In a report from Brian Wieser, senior research analyst of the Pivotal Research Group, he says that although online video is growing rapidly, “it generally lacks the necessary volume of advertising inventory or sufficient unique reach for national advertisers to make up for a shortfall on the scale of what we saw in the most recent upfront negotiations.”
Wieser notes that the national TV upfront market was” unambiguously weak” not only for broadcast, but for cable. Industry estimates were broadcast dropped nearly 8% during the recent upfront marketplace, with cable down 5%. In total, national TV was down 6% to $18.1 billion.
Last year, national TV advertising amounted to $42 billion, with online cable at around $3 billion. But Wieser notes online dollars are not necessarily coming from national TV budgets.
advertisement
advertisement
“Some share of that spending would have come from advertisers that are not national TV advertisers,” he writes. “Another share (probably a larger one) of spending probably came from large brands seeking to accomplish goals that might otherwise have been performed via banner ads or rich media.”
Wieser assumed at best an incremental $2 billion of online video’s total take this year may be coming directly from TV marketers looking to make up for their “TV-related media goals.” He says: “At these levels, national advertisers’ online video budgets would equate to nearly 10% of their total national TV spending levels, on average.”
Still, media marketers just can’t get the reach of consumers that TV has, he says.
“Consider further that 17% of the population accounted for 96% of online video consumption during the most recent period from which we have Nielsen data on these metrics (1Q14),” he writes. “This group of people accounted for 16% of conventional TV consumption.”
In addition, the online content may not work for many media marketers.
“Online video content consumption equates to maybe 5% of total TV consumption and half of the online video consumption figure is accounted for by user-generated content that most advertisers might stay away from,” he notes.
I'm a bit surprised at Brian's comment that an "incremental $2 billion in online video ad spending equates to approximately 10% of the total TV ad spend by national advertisers. Actually, nationally-placed TV buys ---on the broadcast networks, cable and syndication----in all dayparts, total roughly $41 billion and, if we add spot TV buys by the same advertisers, the total rises to about $48-49 billion. Therefore if his $2 billion figure is correct for national advertiser spending in online video, this represents an incremental increase of only 4%. Of course, it must be stated that online video ad spending is increasing, so its share of the total TV pie for national TV advertisers will, no doubt, keep growing, but at present, it is, as Brian pointed out, a relatively small part of most TV ad budgets.
Linear TV reminds me of newspapers in the late 1990s. Everyone knew the air was escaping from the envelope of the hot air balloon, but they seemed content that it was only a slow leak.
Douglas, what happened to newspapers was a combination of a huge loss of ad revenues, especially the classifieds, coupled with protracted circulation and readership declines. Much of the audience loss has been due to other media----cable TV and The Internet----supplanting traditional newspaper news functions. "Linear TV", which includes the Broadcast networks, cable, syndication, and station programming, is not losing its audience reach nor tonnage. It's just being sliced and diced differently. And the same can be said for ad spending. It's keeping pace and growing, not "leaking" to online.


_Task item_
An exact copy of every record, without the pictures, is what should come back.

(Recorded data begins)

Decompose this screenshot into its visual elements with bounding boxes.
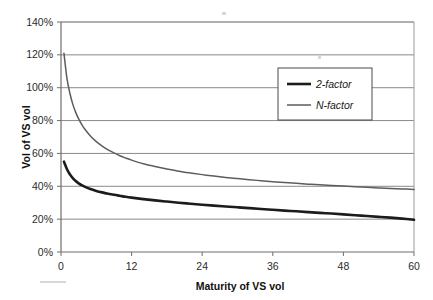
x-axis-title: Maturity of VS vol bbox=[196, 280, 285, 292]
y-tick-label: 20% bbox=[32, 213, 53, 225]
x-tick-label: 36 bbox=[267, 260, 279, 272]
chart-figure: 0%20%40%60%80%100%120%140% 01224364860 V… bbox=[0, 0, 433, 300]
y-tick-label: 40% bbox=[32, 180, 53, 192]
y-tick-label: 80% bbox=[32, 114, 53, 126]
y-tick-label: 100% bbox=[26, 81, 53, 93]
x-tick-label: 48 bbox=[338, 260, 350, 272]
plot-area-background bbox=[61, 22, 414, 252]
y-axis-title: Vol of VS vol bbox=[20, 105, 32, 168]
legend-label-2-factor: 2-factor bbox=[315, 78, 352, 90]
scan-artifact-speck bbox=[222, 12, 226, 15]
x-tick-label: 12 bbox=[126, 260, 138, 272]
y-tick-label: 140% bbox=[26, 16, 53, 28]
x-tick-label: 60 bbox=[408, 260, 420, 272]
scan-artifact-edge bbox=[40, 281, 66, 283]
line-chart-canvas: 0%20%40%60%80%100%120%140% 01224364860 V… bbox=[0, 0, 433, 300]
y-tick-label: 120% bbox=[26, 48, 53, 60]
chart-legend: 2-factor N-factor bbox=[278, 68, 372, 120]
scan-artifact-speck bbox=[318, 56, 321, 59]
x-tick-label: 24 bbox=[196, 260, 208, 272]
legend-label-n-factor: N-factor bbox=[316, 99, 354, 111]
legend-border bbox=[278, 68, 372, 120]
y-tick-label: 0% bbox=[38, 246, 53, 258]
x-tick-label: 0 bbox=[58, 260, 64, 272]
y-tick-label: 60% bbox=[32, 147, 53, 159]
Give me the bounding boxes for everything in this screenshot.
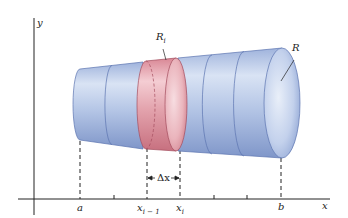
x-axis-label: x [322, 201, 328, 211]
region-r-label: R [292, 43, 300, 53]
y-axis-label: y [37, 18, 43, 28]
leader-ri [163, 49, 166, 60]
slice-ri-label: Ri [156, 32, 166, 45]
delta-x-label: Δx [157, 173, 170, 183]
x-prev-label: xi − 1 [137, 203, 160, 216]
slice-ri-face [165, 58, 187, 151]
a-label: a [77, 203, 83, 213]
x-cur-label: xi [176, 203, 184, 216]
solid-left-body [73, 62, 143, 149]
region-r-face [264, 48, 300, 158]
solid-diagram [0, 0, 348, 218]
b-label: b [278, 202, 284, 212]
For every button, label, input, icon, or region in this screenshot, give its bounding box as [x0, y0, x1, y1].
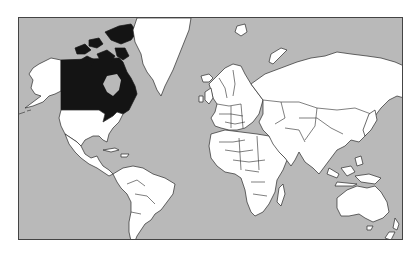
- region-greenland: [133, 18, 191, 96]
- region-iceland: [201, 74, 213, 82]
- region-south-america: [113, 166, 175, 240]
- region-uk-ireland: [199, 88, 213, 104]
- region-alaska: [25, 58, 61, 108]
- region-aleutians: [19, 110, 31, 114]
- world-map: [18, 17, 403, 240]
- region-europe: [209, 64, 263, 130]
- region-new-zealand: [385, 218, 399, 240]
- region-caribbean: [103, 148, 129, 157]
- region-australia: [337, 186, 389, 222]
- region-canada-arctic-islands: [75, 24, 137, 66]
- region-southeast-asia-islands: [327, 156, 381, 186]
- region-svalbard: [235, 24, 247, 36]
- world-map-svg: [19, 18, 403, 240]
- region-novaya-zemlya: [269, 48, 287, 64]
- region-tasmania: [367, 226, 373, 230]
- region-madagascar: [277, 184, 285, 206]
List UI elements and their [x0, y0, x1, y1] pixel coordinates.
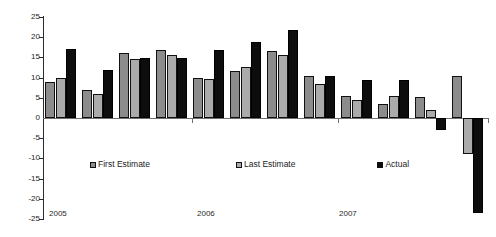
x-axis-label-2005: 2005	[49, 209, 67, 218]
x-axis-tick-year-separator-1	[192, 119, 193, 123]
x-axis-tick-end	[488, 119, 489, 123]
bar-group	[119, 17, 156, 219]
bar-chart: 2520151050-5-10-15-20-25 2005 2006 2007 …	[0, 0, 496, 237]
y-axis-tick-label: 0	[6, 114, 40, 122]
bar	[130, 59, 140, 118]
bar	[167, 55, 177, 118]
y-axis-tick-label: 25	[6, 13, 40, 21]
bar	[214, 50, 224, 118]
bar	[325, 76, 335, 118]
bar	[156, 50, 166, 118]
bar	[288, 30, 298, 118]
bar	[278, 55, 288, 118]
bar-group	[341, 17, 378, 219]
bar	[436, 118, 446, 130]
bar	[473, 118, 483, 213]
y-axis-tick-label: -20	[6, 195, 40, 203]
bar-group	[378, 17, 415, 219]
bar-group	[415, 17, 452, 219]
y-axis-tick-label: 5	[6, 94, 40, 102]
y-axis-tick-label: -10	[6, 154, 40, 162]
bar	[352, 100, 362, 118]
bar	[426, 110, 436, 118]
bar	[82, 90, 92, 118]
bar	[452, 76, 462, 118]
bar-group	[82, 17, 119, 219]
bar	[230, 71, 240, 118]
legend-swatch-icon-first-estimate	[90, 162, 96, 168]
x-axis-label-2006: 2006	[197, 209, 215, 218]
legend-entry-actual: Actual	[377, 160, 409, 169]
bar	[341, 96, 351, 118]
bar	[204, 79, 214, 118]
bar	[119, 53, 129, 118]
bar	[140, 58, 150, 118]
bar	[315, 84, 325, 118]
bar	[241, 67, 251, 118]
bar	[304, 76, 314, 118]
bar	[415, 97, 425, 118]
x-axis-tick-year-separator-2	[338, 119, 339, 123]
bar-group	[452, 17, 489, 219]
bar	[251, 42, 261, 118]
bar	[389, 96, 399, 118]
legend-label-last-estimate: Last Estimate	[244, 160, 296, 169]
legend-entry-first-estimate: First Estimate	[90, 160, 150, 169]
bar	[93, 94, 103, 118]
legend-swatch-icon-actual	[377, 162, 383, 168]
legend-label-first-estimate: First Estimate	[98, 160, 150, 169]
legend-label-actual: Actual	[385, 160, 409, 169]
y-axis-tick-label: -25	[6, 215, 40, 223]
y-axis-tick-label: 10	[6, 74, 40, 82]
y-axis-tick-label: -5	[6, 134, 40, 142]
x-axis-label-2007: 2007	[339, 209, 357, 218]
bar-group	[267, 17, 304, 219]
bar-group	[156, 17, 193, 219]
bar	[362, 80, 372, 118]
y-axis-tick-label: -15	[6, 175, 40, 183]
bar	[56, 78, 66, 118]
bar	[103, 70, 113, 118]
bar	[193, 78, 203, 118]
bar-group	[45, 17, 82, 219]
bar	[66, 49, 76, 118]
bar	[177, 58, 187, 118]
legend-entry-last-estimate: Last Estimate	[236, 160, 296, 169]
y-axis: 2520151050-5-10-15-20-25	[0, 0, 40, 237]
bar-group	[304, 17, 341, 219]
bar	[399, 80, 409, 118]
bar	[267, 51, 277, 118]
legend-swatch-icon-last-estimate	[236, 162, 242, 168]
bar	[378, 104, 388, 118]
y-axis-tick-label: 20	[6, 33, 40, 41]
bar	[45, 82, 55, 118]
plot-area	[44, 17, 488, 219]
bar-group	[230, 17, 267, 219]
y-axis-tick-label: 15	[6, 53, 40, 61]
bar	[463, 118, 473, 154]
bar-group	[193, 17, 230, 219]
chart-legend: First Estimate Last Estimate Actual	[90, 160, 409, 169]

(Recorded data ends)

_Result_
Decompose this screenshot into its visual elements with bounding boxes.
x-axis-title: Maturity of VS vol bbox=[196, 280, 285, 292]
y-tick-label: 20% bbox=[32, 213, 53, 225]
x-tick-label: 36 bbox=[267, 260, 279, 272]
chart-figure: 0%20%40%60%80%100%120%140% 01224364860 V… bbox=[0, 0, 433, 300]
y-tick-label: 40% bbox=[32, 180, 53, 192]
y-tick-label: 80% bbox=[32, 114, 53, 126]
y-tick-label: 100% bbox=[26, 81, 53, 93]
x-tick-label: 48 bbox=[338, 260, 350, 272]
plot-area-background bbox=[61, 22, 414, 252]
y-axis-title: Vol of VS vol bbox=[20, 105, 32, 168]
legend-label-2-factor: 2-factor bbox=[315, 78, 352, 90]
scan-artifact-speck bbox=[222, 12, 226, 15]
x-tick-label: 12 bbox=[126, 260, 138, 272]
y-tick-label: 140% bbox=[26, 16, 53, 28]
x-tick-label: 60 bbox=[408, 260, 420, 272]
scan-artifact-edge bbox=[40, 281, 66, 283]
line-chart-canvas: 0%20%40%60%80%100%120%140% 01224364860 V… bbox=[0, 0, 433, 300]
y-tick-label: 120% bbox=[26, 48, 53, 60]
chart-legend: 2-factor N-factor bbox=[278, 68, 372, 120]
scan-artifact-speck bbox=[318, 56, 321, 59]
x-tick-label: 24 bbox=[196, 260, 208, 272]
legend-label-n-factor: N-factor bbox=[316, 99, 354, 111]
legend-border bbox=[278, 68, 372, 120]
y-tick-label: 0% bbox=[38, 246, 53, 258]
x-tick-label: 0 bbox=[58, 260, 64, 272]
y-tick-label: 60% bbox=[32, 147, 53, 159]
Give me the bounding boxes for everything in this screenshot.
x-axis-label: x [322, 201, 328, 211]
region-r-label: R [292, 43, 300, 53]
y-axis-label: y [37, 18, 43, 28]
leader-ri [163, 49, 166, 60]
slice-ri-label: Ri [156, 32, 166, 45]
delta-x-label: Δx [157, 173, 170, 183]
x-prev-label: xi − 1 [137, 203, 160, 216]
slice-ri-face [165, 58, 187, 151]
a-label: a [77, 203, 83, 213]
x-cur-label: xi [176, 203, 184, 216]
solid-left-body [73, 62, 143, 149]
region-r-face [264, 48, 300, 158]
solid-diagram [0, 0, 348, 218]
b-label: b [278, 202, 284, 212]
For every button, label, input, icon, or region in this screenshot, give its bounding box as [x0, y0, x1, y1].
- region-greenland: [133, 18, 191, 96]
- region-iceland: [201, 74, 213, 82]
- region-south-america: [113, 166, 175, 240]
- region-uk-ireland: [199, 88, 213, 104]
- region-alaska: [25, 58, 61, 108]
- region-aleutians: [19, 110, 31, 114]
- world-map: [18, 17, 403, 240]
- region-europe: [209, 64, 263, 130]
- region-new-zealand: [385, 218, 399, 240]
- region-caribbean: [103, 148, 129, 157]
- region-australia: [337, 186, 389, 222]
- region-canada-arctic-islands: [75, 24, 137, 66]
- region-southeast-asia-islands: [327, 156, 381, 186]
- region-svalbard: [235, 24, 247, 36]
- world-map-svg: [19, 18, 403, 240]
- region-novaya-zemlya: [269, 48, 287, 64]
- region-tasmania: [367, 226, 373, 230]
- region-madagascar: [277, 184, 285, 206]
List UI elements and their [x0, y0, x1, y1] pixel coordinates.
x-axis-label-2005: 2005	[49, 209, 67, 218]
x-axis-tick-year-separator-1	[192, 119, 193, 123]
x-axis-tick-end	[488, 119, 489, 123]
bar-group	[119, 17, 156, 219]
bar-chart: 2520151050-5-10-15-20-25 2005 2006 2007 …	[0, 0, 496, 237]
y-axis-tick-label: 0	[6, 114, 40, 122]
bar	[130, 59, 140, 118]
bar	[167, 55, 177, 118]
y-axis-tick-label: 25	[6, 13, 40, 21]
bar	[214, 50, 224, 118]
bar	[325, 76, 335, 118]
bar	[156, 50, 166, 118]
bar	[288, 30, 298, 118]
bar	[278, 55, 288, 118]
bar-group	[341, 17, 378, 219]
bar	[436, 118, 446, 130]
bar	[473, 118, 483, 213]
y-axis-tick-label: -20	[6, 195, 40, 203]
bar-group	[378, 17, 415, 219]
bar-group	[415, 17, 452, 219]
y-axis-tick-label: 5	[6, 94, 40, 102]
y-axis-tick-label: -10	[6, 154, 40, 162]
bar	[352, 100, 362, 118]
bar	[426, 110, 436, 118]
bar	[82, 90, 92, 118]
bar	[452, 76, 462, 118]
bar-group	[82, 17, 119, 219]
bar	[230, 71, 240, 118]
legend-swatch-icon-first-estimate	[90, 162, 96, 168]
x-axis-label-2006: 2006	[197, 209, 215, 218]
legend-entry-actual: Actual	[377, 160, 409, 169]
bar	[341, 96, 351, 118]
bar	[204, 79, 214, 118]
bar	[119, 53, 129, 118]
bar	[140, 58, 150, 118]
bar	[315, 84, 325, 118]
bar	[241, 67, 251, 118]
bar	[304, 76, 314, 118]
bar	[415, 97, 425, 118]
x-axis-tick-year-separator-2	[338, 119, 339, 123]
bar-group	[452, 17, 489, 219]
bar	[251, 42, 261, 118]
bar	[389, 96, 399, 118]
legend-label-last-estimate: Last Estimate	[244, 160, 296, 169]
legend-entry-first-estimate: First Estimate	[90, 160, 150, 169]
bar	[93, 94, 103, 118]
legend-swatch-icon-actual	[377, 162, 383, 168]
legend-label-first-estimate: First Estimate	[98, 160, 150, 169]
legend-label-actual: Actual	[385, 160, 409, 169]
y-axis-tick-label: -25	[6, 215, 40, 223]
y-axis-tick-label: 10	[6, 74, 40, 82]
y-axis-tick-label: -5	[6, 134, 40, 142]
x-axis-label-2007: 2007	[339, 209, 357, 218]
bar-group	[267, 17, 304, 219]
bar-group	[156, 17, 193, 219]
bar	[362, 80, 372, 118]
y-axis-tick-label: -15	[6, 175, 40, 183]
bar	[56, 78, 66, 118]
bar	[103, 70, 113, 118]
bar	[193, 78, 203, 118]
bar-group	[45, 17, 82, 219]
bar	[66, 49, 76, 118]
bar	[177, 58, 187, 118]
legend-entry-last-estimate: Last Estimate	[236, 160, 296, 169]
y-axis: 2520151050-5-10-15-20-25	[0, 0, 40, 237]
bar-group	[304, 17, 341, 219]
bar	[399, 80, 409, 118]
bar	[267, 51, 277, 118]
legend-swatch-icon-last-estimate	[236, 162, 242, 168]
bar	[378, 104, 388, 118]
y-axis-tick-label: 20	[6, 33, 40, 41]
bar	[45, 82, 55, 118]
plot-area	[44, 17, 488, 219]
bar-group	[230, 17, 267, 219]
y-axis-tick-label: 15	[6, 53, 40, 61]
bar	[463, 118, 473, 154]
bar-group	[193, 17, 230, 219]
chart-legend: First Estimate Last Estimate Actual	[90, 160, 409, 169]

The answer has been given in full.